Last year, Hlobilek, 85, was rehabilitated.

Muller said he was not satisfied with the compensation, but he did not know whether Hlobilek would continue with his efforts.

At the time of eviction, Hlobilek was a 19-year-old son of peasant Metodej Hlobilek, posthumously rehabilitated this spring.

They were evicted from Mistrin on April 21, 1951.

A lorry drove to the farm and in the presence of the Communist police, the family could only take along with it what could be loaded on the lorry.

It lost the rest of its property. The family of Metodej’s brother Antonin was also forced to leave the farm. In all it had to be left by ten people.

“We were driven to a lone house nearby,” Metodej Hlobilek’s daughter Eliska Koleckarova told journalists earlier.

“When we were evicted by Germans, I used to say that they were our enemies, I have to endure this. But this time our people were evicting an innocent man,” she added.

The family was never compensated. Muller said based on the court rehabilitation, the Justice Ministry adjudged the compensation of 200 crowns to Milan Hlobilek on August 28.

The sum is to cover the court costs.

Hlobilek also demanded a lump sum in compensation for the lost profit and costs of his stay in custody.

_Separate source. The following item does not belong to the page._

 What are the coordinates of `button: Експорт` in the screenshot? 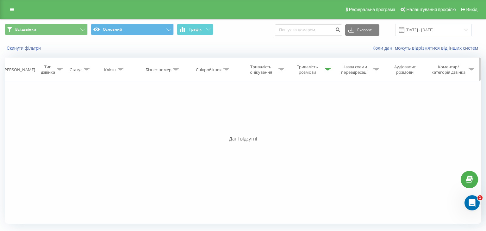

However, the ministry decided that the limitations the applicant had to suffer illegally did not necessarily cause the loss of profit.

Muller said he was not satisfied.

“The law on court rehabilitations says the compensation should be adequate. In my view, the sum of 200 court is not adequate,” he added.

There is the question of whether in his age Hlobilek is ready to start another trial whose result is uncertain, Muller said.

At the time of eviction, the two brothers had the farm in a cooperative. Due to this form of ownership, the family could not get it back within the return of property after the fall of the Communist regime. The farm no longer exists and there is a petrol station in its place.